Last September, I did not blog and had no espresso machine. By November, I was blogging when I could, and teaching a workshop for teachers on how to blog with their students, and drinking only the finest arabica, pressurized into beautiful, creamy espresso and espresso-based drinks.
If I had to give up one of these habits, I don’t want to say which one I’d choose. Either way, I’d be very grumpy.
April 5th, 2005 — politics, random rants, spiritual
What would your dressed-to-protest suit look like?
This is interesting, and the amplified heartbeat is a nice touch, but perhaps Ralph’s time in NYC as an activist did not fully prepare him for the kinds of brutality cops are capable of meting out. (And no, I don’t entirely blame them, they are following orders.) I would love to display the photo, but hate stealing bandwidth from an artist. Respect. So do click.
I think protestors needs something a little more like the Popemobile, but ambulatory. Just my opinion. I am not a designer.

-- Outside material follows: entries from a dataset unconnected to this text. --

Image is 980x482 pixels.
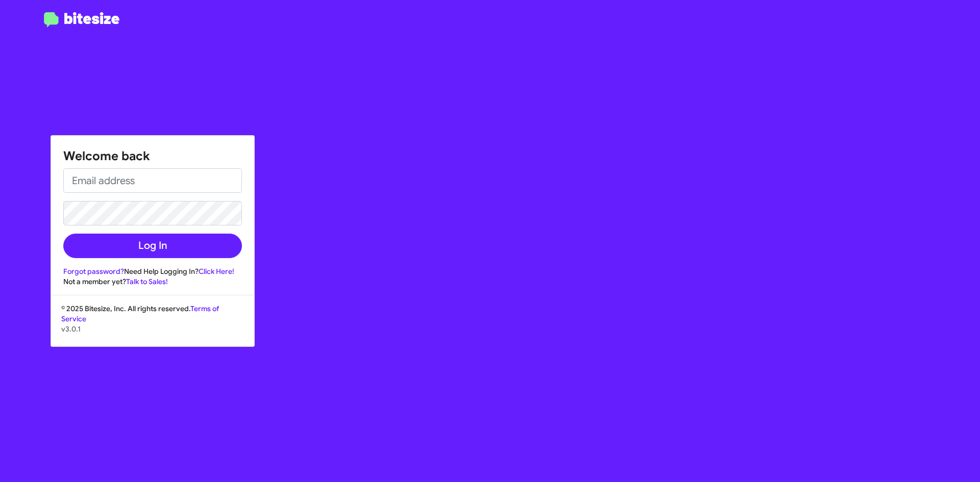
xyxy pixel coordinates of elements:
div: Not a member yet? [63,276,242,287]
a: Talk to Sales! [126,277,168,286]
p: v3.0.1 [62,324,244,334]
input: Email address [63,168,242,192]
button: Log In [63,233,242,258]
a: Forgot password? [63,266,124,276]
a: Click Here! [199,266,235,276]
div: © 2025 Bitesize, Inc. All rights reserved. [51,304,254,347]
div: Need Help Logging In? [63,266,242,276]
h1: Welcome back [63,148,242,164]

And why are we not seeing more about
this movement?
Sadly, it is just satire. But I love the idea. Almost nothing pisses me off more than homophobes who cry “Leviticus! Leviticus!” and go to all-you-can-eat-Shrimp-festivals at Red Lobster. It’s not right.
When John Paul II came into his Popely position, I was about 8. My uncle came into the room, having presumably just seen a TV news report, and said enthusiastically, “Well, we have a new Pope!” You have a new Pope, I thought. We weren’t Catholic, but my uncle’s family was. That was in the days when nice Protestant boys converted so they could marry nice Catholic girls. I am a Quaker now, but we weren’t then. I didn’t really fully understand the Pope concept.

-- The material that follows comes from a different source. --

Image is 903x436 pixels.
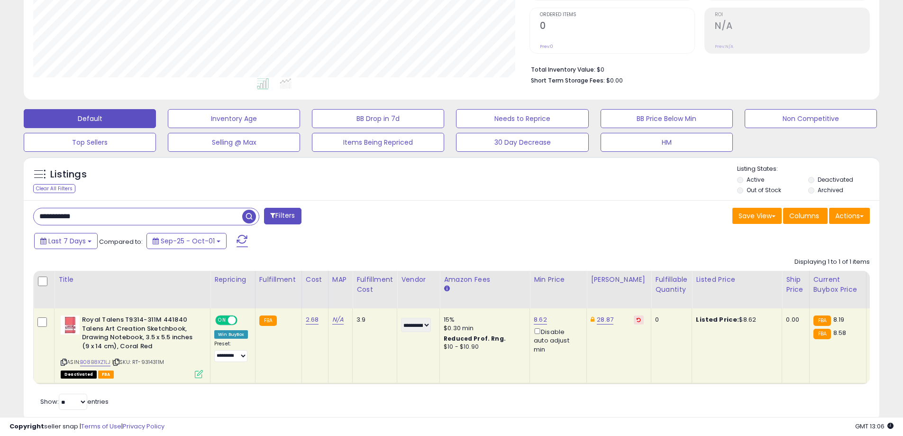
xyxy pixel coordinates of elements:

I don’t agree with a lot of his policies, and I think he has to be held responsible for his treatment of Cardinal Law and his reaction to the priestly child molestation scandals. I think that not developing a more pragmatic approach to condom use has led to a lot of deaths. Nonetheless, I realize I say that as someone who thinks neither gay sex nor condom use are evil. So how can I possibly understand conservative Catholic theology? I am also not sure I get Bono’s assessment of JPII as “The first funky Pope.” However, I can also see that he did a lot of good, and maybe some of the good he was not able to do wasn’t entirely his fault. Is it too much to hope he has a more radical successor? Dare I say it, a Liberation Theologist would do nicely.
Anyway, I hope that does not come across as flip. My sincerest condolences and prayers are with all Catholics right now.